● **To do**: The stretch from the line with "You are a GUI" through the line with "In order to" in the records below: write it out exactly, and nothing else.
── Exercise inputs
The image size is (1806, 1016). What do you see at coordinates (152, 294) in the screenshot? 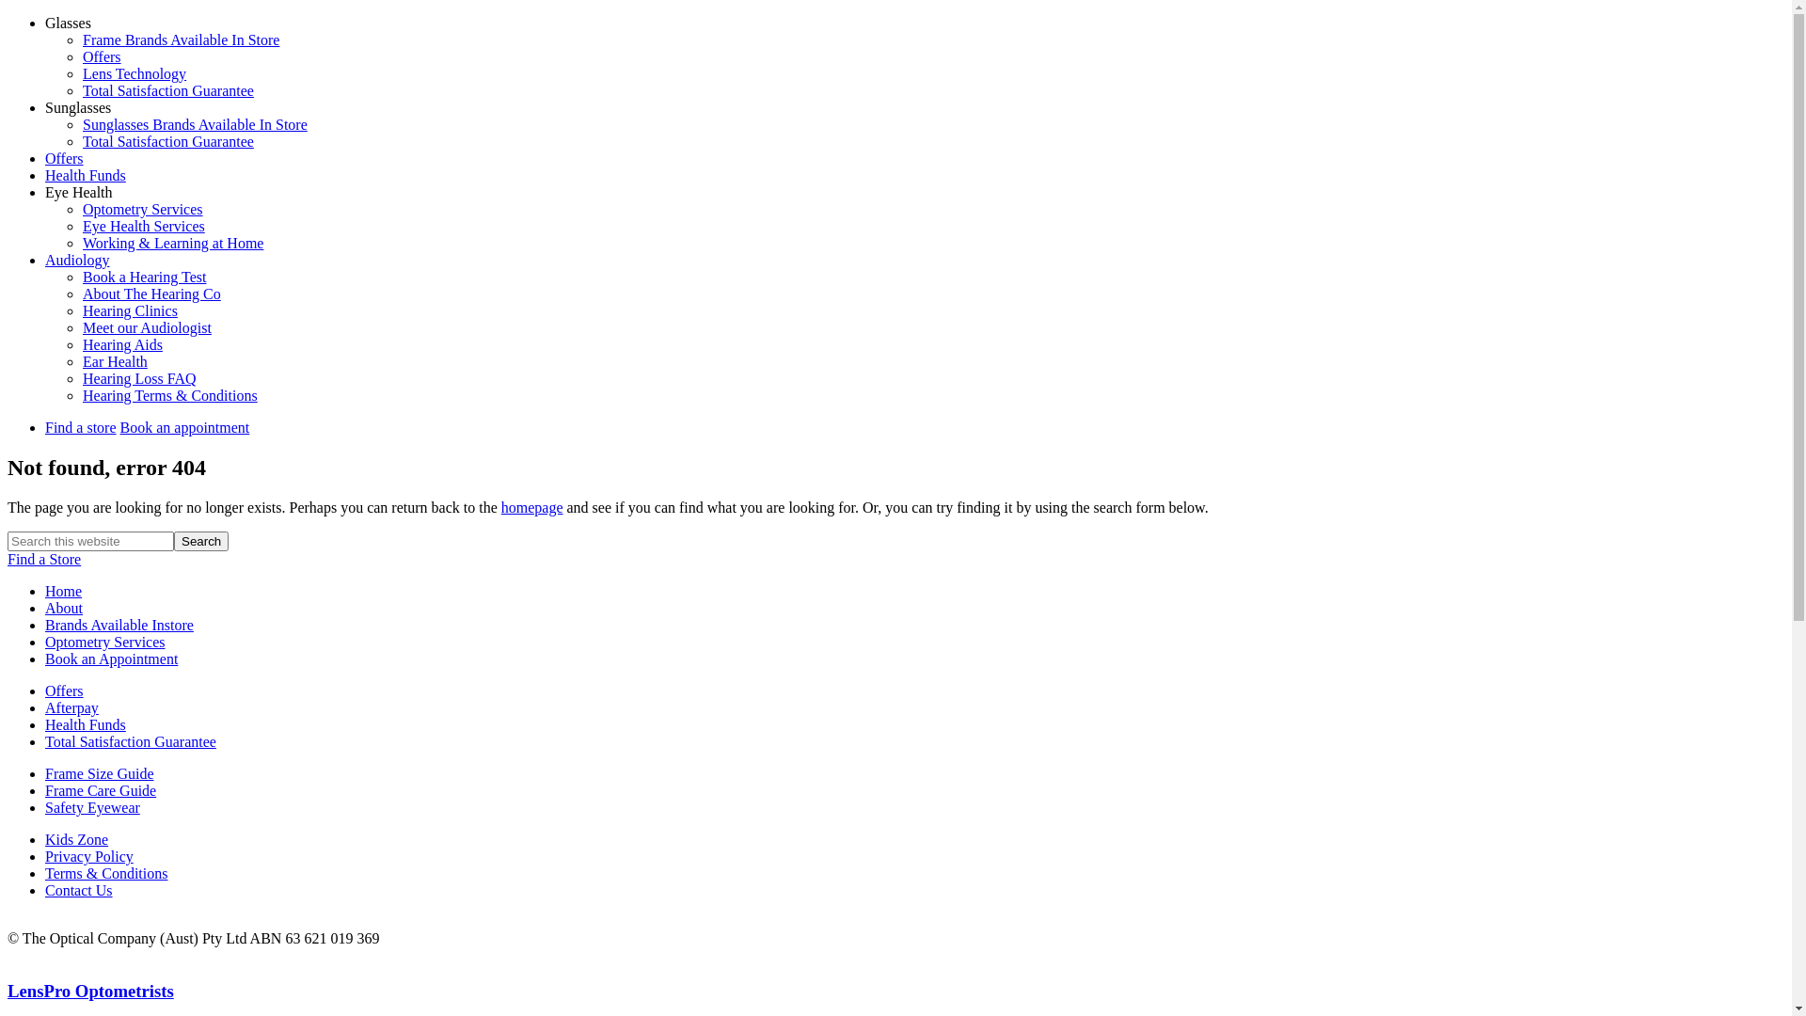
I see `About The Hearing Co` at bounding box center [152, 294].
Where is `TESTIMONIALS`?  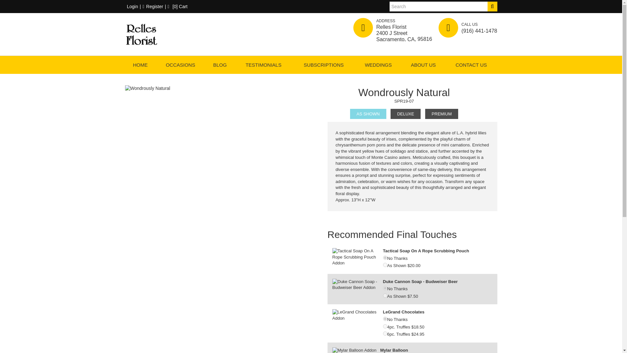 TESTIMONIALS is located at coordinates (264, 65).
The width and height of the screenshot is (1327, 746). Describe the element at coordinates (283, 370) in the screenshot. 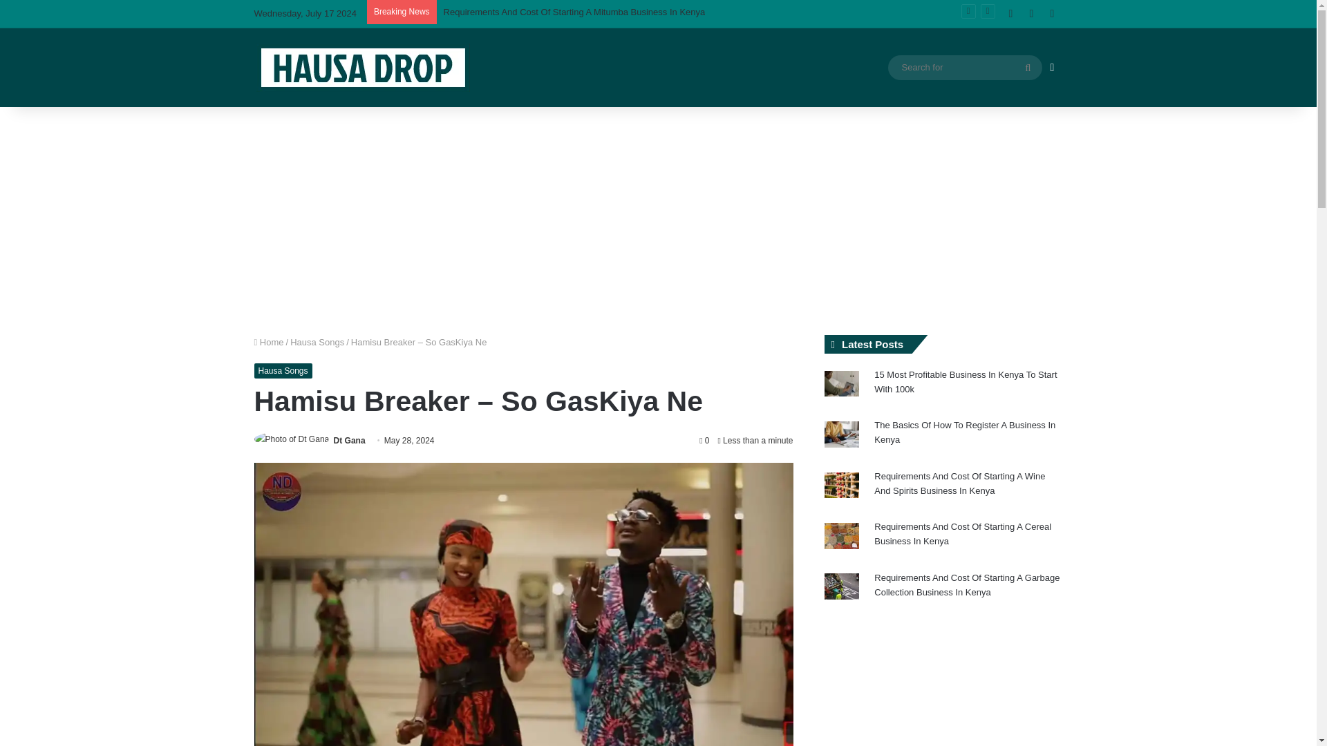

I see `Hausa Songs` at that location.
────
── Exercise inputs
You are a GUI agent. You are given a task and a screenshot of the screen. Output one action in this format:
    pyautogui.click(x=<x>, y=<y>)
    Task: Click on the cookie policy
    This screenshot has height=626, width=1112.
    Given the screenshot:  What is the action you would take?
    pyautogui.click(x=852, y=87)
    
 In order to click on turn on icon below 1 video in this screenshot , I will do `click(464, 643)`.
────
● **Answer to the problem**:
You are a GUI agent. You are given a task and a screenshot of the screen. Output one action in this format:
    pyautogui.click(x=<x>, y=<y>)
    Task: Click on the cookie policy
    This screenshot has height=626, width=1112.
    Given the screenshot:  What is the action you would take?
    pyautogui.click(x=852, y=87)
    
 In order to click on turn on icon below 1 video in this screenshot , I will do `click(464, 643)`.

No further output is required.